Free ways to block distracting websites on Mac, compared
| Method | Free? | Blocks all browsers | Blocks apps | Scheduling | Setup time |
|---|---|---|---|---|---|
| Focuh Mac app | Yes | Yes | Yes | Session-based | ~3 min |
| Hosts file edit | Yes | Yes | No | None (always on) | ~10 min |
| Screen Time | Yes | Safari only | Limited | Downtime windows | ~5 min |
| Chrome extension | Yes | No (Chrome only) | No | Per-extension | ~1 min |
| Cold Turkey (paid for schedules) | Partly | Yes | Yes | Yes (paid) | ~5 min |
The pattern is clear: the methods that block every browser are the system-level ones. An extension is fastest but narrowest; the hosts file is broadest but most permanent; the Focuh app sits in between, blocking everywhere but lifting cleanly when your session ends. For a wider roundup, see the best website blockers for Mac.
Blocking apps, not just sites
Some of the worst distractions on a Mac aren't websites. The native Slack app, Messages, a desktop mail client, the Spotify or YouTube apps — none of those have a URL for a website blocker to catch. If you only block sites, those apps stay wide open.
The free Focuh app blocks native apps alongside websites during a focus session, using the same Accessibility permission. So if your real problem is Slack pinging you every ninety seconds, you can block the app itself, not just its web version. That's a layer a Chrome extension structurally can't reach, and it's often the difference between a block that works and one you route around in five minutes. If you specifically want to silence chat apps, how to block Slack on Mac goes deeper.

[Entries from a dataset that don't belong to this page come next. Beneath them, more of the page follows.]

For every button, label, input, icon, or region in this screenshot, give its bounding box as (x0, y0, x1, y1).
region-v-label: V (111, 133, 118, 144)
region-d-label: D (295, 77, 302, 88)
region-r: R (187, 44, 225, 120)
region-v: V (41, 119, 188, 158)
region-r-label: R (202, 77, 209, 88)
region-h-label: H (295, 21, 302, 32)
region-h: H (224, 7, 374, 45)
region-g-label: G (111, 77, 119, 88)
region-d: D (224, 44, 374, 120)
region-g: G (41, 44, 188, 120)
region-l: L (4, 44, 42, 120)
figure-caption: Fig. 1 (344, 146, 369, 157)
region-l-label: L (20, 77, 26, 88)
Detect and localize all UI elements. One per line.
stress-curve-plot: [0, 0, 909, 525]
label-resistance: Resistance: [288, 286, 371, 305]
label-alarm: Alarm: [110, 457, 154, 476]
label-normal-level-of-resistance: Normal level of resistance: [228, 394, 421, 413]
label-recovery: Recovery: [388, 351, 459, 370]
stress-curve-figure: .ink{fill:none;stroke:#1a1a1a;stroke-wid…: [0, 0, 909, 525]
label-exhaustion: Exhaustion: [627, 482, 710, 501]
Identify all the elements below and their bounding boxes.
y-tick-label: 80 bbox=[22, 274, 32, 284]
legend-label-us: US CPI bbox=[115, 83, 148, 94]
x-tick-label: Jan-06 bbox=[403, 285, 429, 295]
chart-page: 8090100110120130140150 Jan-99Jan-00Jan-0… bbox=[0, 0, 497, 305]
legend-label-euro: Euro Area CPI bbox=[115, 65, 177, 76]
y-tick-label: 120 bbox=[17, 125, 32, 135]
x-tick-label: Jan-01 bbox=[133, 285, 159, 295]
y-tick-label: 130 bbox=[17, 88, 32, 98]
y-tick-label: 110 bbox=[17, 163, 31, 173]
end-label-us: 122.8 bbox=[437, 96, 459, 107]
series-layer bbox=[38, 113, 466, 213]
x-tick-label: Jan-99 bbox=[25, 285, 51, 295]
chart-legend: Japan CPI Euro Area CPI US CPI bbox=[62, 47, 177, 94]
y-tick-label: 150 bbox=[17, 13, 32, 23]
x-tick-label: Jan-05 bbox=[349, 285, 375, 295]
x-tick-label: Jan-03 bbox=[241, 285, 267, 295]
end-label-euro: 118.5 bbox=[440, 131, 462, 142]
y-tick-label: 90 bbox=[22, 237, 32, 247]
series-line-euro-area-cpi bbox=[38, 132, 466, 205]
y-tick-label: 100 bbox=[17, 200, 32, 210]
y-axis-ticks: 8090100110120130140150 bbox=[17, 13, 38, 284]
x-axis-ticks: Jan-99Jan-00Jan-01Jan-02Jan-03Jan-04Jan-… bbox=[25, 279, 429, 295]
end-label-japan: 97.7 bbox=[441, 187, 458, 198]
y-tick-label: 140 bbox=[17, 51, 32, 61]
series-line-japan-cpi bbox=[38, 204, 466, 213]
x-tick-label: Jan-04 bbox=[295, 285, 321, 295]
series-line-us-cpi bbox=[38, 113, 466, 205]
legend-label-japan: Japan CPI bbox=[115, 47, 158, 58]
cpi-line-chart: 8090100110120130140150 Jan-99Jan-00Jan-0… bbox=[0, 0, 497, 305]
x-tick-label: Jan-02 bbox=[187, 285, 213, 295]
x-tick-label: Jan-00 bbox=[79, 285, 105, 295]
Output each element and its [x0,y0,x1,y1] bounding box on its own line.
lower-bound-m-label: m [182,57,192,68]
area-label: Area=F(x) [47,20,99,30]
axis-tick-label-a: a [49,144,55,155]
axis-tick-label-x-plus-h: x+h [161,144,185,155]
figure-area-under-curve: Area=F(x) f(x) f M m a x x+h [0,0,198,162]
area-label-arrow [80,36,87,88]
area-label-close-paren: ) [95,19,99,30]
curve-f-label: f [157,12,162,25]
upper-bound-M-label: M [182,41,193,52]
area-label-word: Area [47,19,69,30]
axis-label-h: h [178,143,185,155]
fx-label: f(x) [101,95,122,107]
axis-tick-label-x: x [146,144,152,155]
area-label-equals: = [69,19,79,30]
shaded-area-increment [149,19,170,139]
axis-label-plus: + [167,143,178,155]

Why system-level blocking beats willpower
Willpower is a weak firewall because it has to win every time, and the urge to switch tabs only has to win once. You don't decide to procrastinate; your hand opens a new tab while your conscious mind is still on the task. A system-level block intercepts that motion in every browser at once, so there's no easy second door to slip through.
The honest limit is the phone. Nothing on your Mac blocks your iPhone, so if you grab it the moment your laptop is locked down, you've just moved the distraction. For that, lean on iOS Screen Time alongside your Mac setup. But for the hours you spend actually working at a desk, blocking distracting sites and apps at the system level removes most of the friction-free escape routes — and that's usually enough to change a day.
Which option should you pick?
- You want strong blocking that lifts on a break — use the free Focuh app and tie it to focus sessions.
- You want a permanent, always-on block and don't mind the terminal — edit the
/etc/hostsfile. - You only ever use Safari and want something built in — Screen Time content restrictions will do.
- Your distractions include native apps — block the apps and the sites together with the Focuh app.
No blocker fixes focus on its own. But on a Mac, the one that actually holds is the one that covers every browser instead of just the one you remembered to lock. Get the free Focuh app to block distracting websites and apps across your whole machine, or start with a free Chrome extension if your distractions live entirely in one browser.